Zhenya Strigalev – Smiling Organizm
(Whirlwind Recordings WR4624. CD review by Chris Parker)
An irresistibly lively but musicianly album from a stellar band.
(Whirlwind Recordings WR4624. CD review by Chris Parker)
Having spent the five years since his graduation from London’s Royal Academy of Music commuting between the London and New York jazz scenes, altoist Zhenya Strigalev might have been expected to people his fifth album as leader with musically compatible souls, and his choices are indeed irreproachable.
Strigalev has a penchant for both blazing post-bop acoustic jazz, and for imaginative funk, so lining up both upright bassist Larry Grenadier and electric bassist Tim Lefebvre was eminently sensible; pianist Liam Noble is an inexhaustibly inventive soloist in both modes, and drummer Eric Harland is as at home with the contemplative, relatively straightahead jazz of Charles Lloyd as he is with the multi-hued sound of Joshua Redman.
With vibrant trumpeter Vitaly Golovnev proving to be a telling front-line foil for the dry-toned, sinuous flair of the leader, the band is perfectly equipped to deal with a varied, consistently lively (sometimes downright perky) set of Strigalev originals, plus a thorough deconstruction of the old Kenny Ball staple, (composed in 1955 as the song ‘Leningrad Nights’), ‘Midnight in Moscow’.
Whirlwind Recordings seem to specialise in intense, passionate music that calls upon all the virtuosity and commitment of its participants, and Smiling Organizm fits right into the ‘house style’: the solo strengths of Strigalev, Golovnev and Noble (the last particularly impressive in the funky jam that is ‘Permandent’, but also adept at firing off characteristically succinct, pithy solos in more overtly jazz-based material) are what immediately impress in this fiery collection, but the propulsive strength of the bassists and the resourcefulness of Harland are the glue that binds the whole together.
An irresistibly lively but musicianly album from a stellar band.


> **Exercise**:
When the word "label" shows up in a line of the records below, copy that line.

> **Exercise input**:
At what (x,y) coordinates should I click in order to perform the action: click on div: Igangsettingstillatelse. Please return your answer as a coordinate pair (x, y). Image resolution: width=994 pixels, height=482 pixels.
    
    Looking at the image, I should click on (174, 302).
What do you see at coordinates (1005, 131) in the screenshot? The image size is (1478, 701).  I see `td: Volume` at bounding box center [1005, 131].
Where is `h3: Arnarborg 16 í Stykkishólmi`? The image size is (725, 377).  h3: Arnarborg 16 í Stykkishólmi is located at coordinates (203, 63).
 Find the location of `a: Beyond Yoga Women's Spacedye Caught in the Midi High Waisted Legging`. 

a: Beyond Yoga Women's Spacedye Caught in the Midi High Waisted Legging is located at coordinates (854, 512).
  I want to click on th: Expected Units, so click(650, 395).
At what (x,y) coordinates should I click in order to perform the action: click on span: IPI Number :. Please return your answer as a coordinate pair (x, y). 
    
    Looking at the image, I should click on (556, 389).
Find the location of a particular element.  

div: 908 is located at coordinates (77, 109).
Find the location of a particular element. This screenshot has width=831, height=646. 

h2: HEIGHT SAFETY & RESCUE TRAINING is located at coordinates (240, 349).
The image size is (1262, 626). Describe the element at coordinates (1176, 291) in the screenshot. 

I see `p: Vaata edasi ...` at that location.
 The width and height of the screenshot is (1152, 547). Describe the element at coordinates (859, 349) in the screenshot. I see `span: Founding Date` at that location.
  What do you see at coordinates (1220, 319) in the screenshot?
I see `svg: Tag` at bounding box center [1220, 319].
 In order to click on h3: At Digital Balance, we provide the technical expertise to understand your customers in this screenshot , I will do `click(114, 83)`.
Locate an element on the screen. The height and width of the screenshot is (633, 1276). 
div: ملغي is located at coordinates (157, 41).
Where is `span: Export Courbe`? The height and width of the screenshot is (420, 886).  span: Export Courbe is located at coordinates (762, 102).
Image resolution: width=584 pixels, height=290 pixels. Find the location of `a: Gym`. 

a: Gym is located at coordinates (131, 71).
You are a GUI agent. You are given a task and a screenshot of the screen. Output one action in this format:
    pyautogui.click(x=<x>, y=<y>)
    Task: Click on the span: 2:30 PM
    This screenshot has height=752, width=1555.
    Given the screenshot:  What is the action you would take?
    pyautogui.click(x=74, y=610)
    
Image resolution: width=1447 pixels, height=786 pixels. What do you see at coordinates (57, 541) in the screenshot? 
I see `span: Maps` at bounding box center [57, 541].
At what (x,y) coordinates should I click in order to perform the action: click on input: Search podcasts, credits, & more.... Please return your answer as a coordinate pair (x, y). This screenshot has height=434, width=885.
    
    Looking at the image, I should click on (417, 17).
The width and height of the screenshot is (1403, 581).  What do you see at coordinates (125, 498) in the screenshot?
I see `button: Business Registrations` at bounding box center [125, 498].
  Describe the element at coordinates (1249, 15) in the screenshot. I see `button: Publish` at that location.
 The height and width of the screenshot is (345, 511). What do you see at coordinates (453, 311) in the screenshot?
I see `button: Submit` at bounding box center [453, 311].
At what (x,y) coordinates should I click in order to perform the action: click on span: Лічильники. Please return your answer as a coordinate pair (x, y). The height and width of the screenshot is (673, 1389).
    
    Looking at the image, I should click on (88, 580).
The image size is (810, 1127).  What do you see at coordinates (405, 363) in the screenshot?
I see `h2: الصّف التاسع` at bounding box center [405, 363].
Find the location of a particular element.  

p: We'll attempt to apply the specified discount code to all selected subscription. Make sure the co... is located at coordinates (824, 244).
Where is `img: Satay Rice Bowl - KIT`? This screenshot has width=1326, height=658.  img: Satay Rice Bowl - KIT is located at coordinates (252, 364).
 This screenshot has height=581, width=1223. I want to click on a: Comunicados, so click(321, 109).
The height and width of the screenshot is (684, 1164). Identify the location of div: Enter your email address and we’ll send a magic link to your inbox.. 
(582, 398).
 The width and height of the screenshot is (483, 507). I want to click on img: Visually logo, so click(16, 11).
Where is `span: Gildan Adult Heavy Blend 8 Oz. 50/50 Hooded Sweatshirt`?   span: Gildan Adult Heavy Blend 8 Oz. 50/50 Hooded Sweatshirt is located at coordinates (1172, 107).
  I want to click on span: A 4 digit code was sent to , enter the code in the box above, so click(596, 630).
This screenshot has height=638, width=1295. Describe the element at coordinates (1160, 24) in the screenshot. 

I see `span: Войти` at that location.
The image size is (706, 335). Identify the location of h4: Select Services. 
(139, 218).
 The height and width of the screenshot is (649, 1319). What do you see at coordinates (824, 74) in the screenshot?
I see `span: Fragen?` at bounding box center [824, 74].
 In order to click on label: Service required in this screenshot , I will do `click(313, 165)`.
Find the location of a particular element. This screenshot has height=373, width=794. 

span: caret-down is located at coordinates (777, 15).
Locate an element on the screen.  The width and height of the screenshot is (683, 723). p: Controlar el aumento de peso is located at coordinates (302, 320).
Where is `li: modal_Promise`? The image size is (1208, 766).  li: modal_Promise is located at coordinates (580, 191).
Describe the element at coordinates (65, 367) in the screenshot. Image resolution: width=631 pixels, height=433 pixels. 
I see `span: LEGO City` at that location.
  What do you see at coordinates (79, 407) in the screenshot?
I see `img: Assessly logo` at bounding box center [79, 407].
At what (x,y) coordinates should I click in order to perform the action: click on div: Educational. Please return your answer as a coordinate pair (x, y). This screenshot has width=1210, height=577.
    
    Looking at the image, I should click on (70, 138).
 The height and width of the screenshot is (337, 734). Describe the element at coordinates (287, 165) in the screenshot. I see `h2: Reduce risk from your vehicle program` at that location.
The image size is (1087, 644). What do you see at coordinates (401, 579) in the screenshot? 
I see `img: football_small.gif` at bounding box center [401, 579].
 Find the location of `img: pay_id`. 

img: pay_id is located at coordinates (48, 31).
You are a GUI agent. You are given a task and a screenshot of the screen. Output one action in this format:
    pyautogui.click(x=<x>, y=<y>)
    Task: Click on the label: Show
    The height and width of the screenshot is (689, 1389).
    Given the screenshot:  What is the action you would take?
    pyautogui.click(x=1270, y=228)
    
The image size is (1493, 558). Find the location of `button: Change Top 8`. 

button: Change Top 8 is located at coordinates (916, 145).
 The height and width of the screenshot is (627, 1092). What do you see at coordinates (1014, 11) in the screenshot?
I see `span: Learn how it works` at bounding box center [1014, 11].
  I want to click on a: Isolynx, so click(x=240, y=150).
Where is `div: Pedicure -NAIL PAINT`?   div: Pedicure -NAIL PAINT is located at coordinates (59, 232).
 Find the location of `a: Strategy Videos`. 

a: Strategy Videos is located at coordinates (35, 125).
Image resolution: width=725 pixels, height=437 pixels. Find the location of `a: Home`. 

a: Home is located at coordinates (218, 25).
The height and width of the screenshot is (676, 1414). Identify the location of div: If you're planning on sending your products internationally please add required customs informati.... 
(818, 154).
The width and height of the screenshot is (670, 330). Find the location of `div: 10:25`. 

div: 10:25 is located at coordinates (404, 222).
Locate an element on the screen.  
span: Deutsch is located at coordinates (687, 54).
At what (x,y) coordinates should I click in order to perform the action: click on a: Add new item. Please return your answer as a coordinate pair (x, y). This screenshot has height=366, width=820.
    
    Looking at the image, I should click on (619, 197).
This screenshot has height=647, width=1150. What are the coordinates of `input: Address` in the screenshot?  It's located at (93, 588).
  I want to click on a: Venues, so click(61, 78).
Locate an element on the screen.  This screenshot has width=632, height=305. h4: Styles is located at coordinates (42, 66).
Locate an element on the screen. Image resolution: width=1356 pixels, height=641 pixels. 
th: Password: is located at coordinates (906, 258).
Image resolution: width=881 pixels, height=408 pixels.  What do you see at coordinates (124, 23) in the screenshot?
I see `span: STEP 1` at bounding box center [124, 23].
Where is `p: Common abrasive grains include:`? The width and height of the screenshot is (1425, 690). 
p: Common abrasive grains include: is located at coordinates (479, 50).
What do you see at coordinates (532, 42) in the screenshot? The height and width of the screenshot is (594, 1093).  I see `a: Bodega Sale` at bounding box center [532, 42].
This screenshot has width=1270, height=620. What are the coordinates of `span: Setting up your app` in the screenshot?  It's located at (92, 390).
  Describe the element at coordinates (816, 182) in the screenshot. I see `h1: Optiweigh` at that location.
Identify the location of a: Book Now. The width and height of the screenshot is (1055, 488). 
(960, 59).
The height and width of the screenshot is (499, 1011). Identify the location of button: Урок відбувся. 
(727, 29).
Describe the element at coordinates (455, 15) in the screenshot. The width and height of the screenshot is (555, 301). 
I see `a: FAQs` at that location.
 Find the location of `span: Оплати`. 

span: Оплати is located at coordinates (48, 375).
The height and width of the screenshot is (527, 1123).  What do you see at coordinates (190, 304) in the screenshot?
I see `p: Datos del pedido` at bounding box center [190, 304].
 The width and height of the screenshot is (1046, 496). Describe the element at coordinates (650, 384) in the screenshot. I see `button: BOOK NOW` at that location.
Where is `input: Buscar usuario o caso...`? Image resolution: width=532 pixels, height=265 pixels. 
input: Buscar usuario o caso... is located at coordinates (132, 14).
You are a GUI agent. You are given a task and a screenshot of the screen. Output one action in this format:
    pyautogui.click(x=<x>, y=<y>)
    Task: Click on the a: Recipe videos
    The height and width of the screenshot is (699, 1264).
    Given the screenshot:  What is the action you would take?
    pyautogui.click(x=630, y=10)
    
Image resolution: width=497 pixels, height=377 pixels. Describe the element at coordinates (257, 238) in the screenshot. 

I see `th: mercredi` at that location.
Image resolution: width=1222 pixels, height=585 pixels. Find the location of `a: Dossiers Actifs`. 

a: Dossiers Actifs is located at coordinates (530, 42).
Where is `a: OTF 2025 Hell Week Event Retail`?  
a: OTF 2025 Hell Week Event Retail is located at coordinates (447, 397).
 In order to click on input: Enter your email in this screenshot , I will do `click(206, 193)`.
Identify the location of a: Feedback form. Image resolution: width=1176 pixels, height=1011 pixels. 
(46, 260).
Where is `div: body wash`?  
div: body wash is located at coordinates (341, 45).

> **Reply to the task**:
 In order to click on label: Service required in this screenshot , I will do `click(313, 165)`.
    Task: Click on the label: Show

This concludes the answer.